Why We’ll Keep Seeing This in the SERPs
- The “short-term gain” mentality: In the highly profitable iGaming sector, the financial incentives are enormous. Even a brief ranking boost of just weeks can generate significant revenue. For black-hat actors, later penalties are a calculated business risk since domains and infrastructure are treated as disposable.
My assessment as an SEO expert
- The cat-and-mouse game: Google constantly improves algorithms like SpamBrain to detect manipulative practices. But black-hat SEOs continuously evolve their methods to evade detection. It’s an endless chase where new loopholes are always found and exploited.
- Scaling through automation and AI: Large affiliate campaigns deploy thousands of subdomains, complex redirects, and AI-generated content. This layered infrastructure is designed for evasion and resilience. When one subdomain is discovered, traffic is seamlessly redirected. This makes it extremely difficult for Google to shut down the entire operation with one penalty.
- Reactive rather than proactive measures: Google’s penalties are often reactive, meaning there’s a “window of opportunity” before manipulation is caught. As long as this window remains profitable, actors will exploit it. “I’ve often seen colleagues on LinkedIn complain about the impact of these spam waves,” you note. “It’s a battle, but one we can win with the right strategies.”
Fighting Back with Clean SEO: Your Path to Sustainable Success
- Focus on E-E-A-T and high-quality content: Google increasingly prioritizes Experience, Expertise, Authoritativeness, and Trustworthiness (E-E-A-T) as key ranking factors.
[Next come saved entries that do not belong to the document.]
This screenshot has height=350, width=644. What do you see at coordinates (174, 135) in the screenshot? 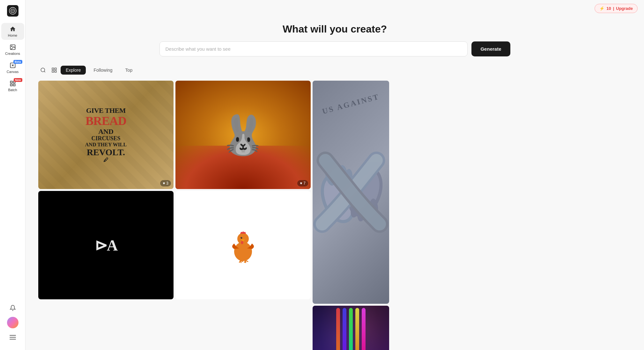
I see `gallery-top-row: GIVE THEM BREAD AND CIRCUSES AND THEY WI…` at bounding box center [174, 135].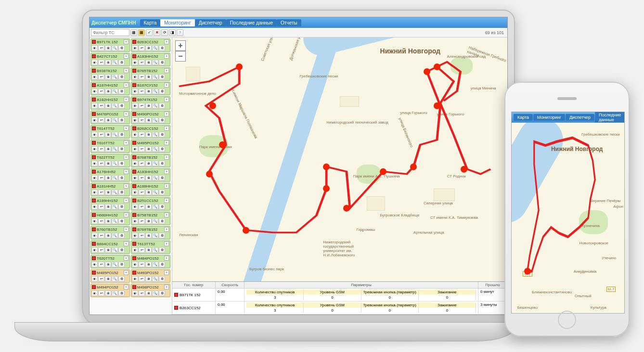  I want to click on vehicle-card: В884СС152×👁↩⊗🔍⚙, so click(110, 247).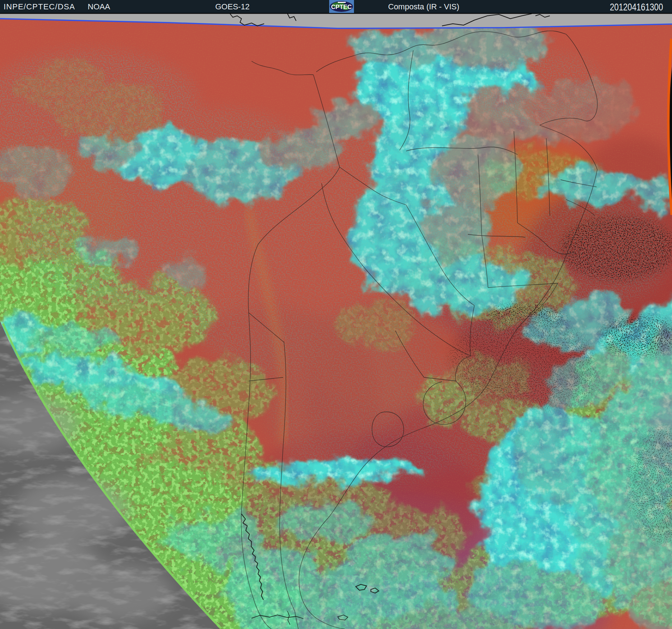 The height and width of the screenshot is (629, 672). What do you see at coordinates (424, 6) in the screenshot?
I see `svg-text: Composta (IR - VIS)` at bounding box center [424, 6].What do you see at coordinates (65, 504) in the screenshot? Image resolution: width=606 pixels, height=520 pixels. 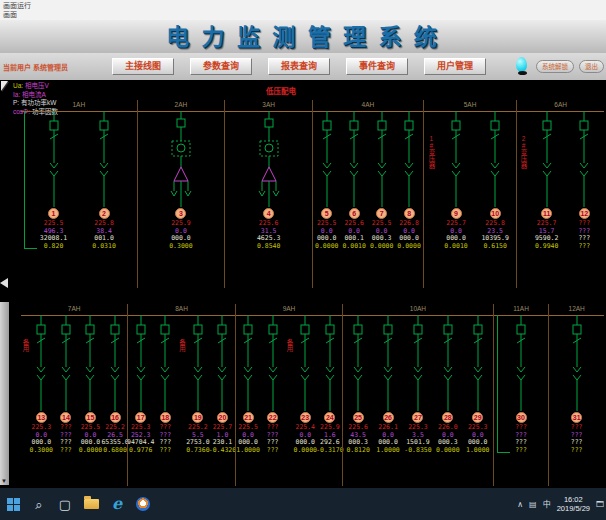 I see `task-view-icon: ▢` at bounding box center [65, 504].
To understand how to build E-E-A-T into your site, read my detailed E-E-A-T guide for more trust and top rankings.
- Show real expertise: Create content that reflects deep knowledge and hands-on experience.
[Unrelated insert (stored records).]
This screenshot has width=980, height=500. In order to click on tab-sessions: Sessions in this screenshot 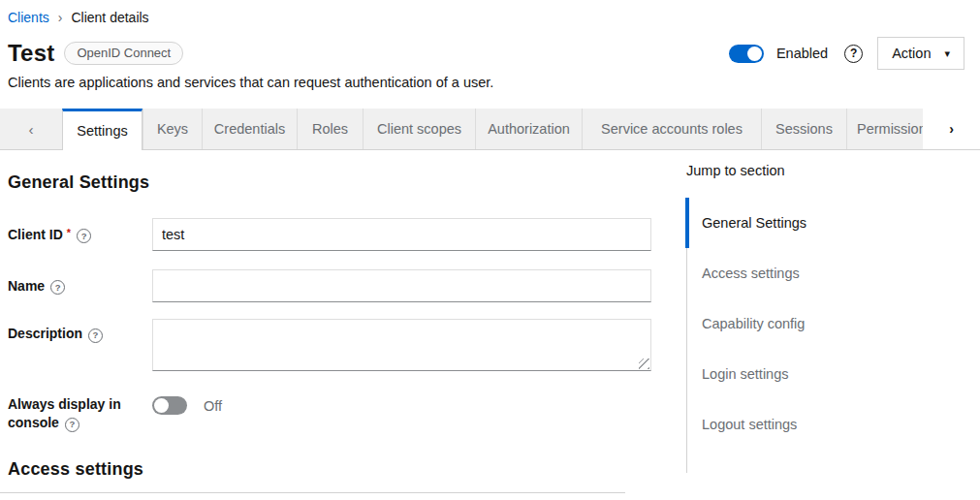, I will do `click(804, 129)`.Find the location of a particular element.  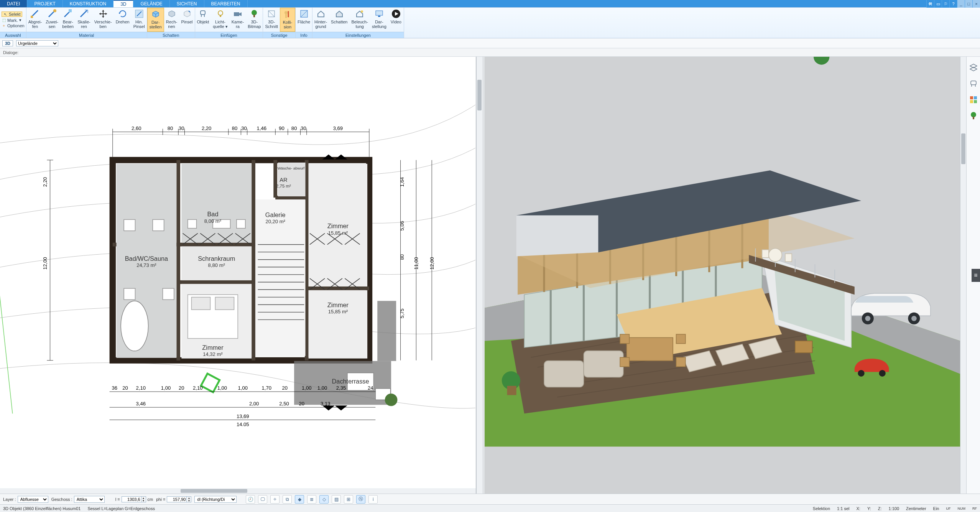

phi-input is located at coordinates (177, 499). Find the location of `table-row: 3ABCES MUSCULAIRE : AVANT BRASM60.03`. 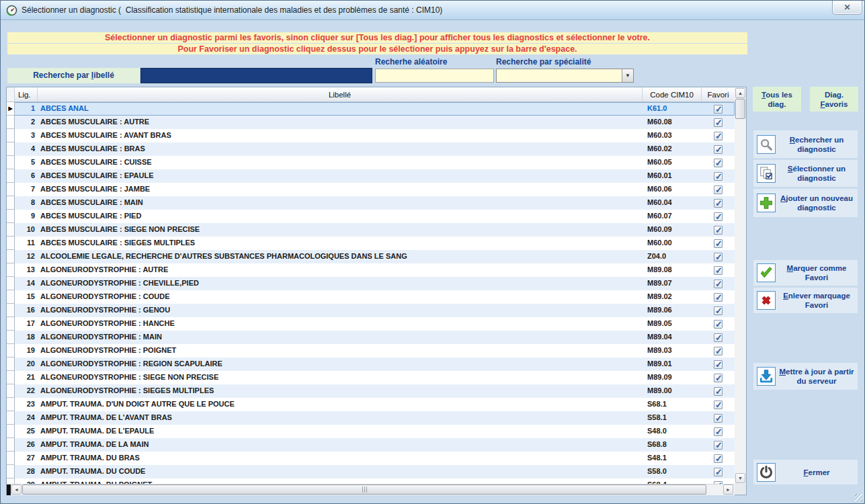

table-row: 3ABCES MUSCULAIRE : AVANT BRASM60.03 is located at coordinates (371, 136).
- Understand user intent: Produce content that thoroughly answers your audience’s questions.
- Quality over quantity: Avoid “AI junk.” Every piece should be unique, well-researched, and worth reading.
- Transparency and trust: Display licenses, certifications, and responsible gaming measures prominently.
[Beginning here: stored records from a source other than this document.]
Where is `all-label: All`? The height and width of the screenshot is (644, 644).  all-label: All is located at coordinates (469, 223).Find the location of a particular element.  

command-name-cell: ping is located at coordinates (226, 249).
- Genuine link building: Focus on building a natural, high-quality backlink profile.
- Editorial links: Earn links through outstanding content that others want to reference.
- Digital PR and sponsorships: Build relationships with industry blogs and news outlets.
- Ethical guest blogging: Write for relevant, authoritative sites offering real value to their audience.
- Technical SEO excellence: A solid technical foundation is essential.
- Mobile-first and speed: Ensure fast load times and flawless performance across devices.
- Clean site structure: Intuitive navigation and clear architecture help both users and search engines.
- Schema markup: Use structured data correctly to earn rich snippets and visibility without manipulation.
- Compliance and ethical practices: In this regulated industry, this is not just recommended, it’s mandatory.
- Geo-targeting and hreflang: Ensure content is shown only in regions where you’re licensed.
- Regulatory compliance: Highlight the importance of following strict guidelines, relevant to affiliates as well as casinos.
- Avoid all black-hat tactics: “For me it’s clear: anyone wanting long-term success in iGaming must focus on transparency and real value,” you emphasize. As often discussed on LinkedIn, reputation is everything. Once labeled a black-hat spammer, regaining Google’s and users’ trust is extremely difficult.
- Proactive monitoring and reporting:
- Backlink audits: Regularly check your backlink profile for suspicious or harmful links and disavow if necessary.
- Security audits: Protect your site against hacks that could be used for link spam.
- Report spam: When you find obvious spam, report it to Google. This helps keep the SERPs cleaner for everyone.
Conclusion: Patience Pays Off
In the end, this approach pays off. You build long-term authority, foster real user trust, and create predictable, sustainable traffic patterns. In a volatile market, ethical SEO becomes your strongest competitive advantage. Let others chase short-term gains — you’re building a brand that lasts.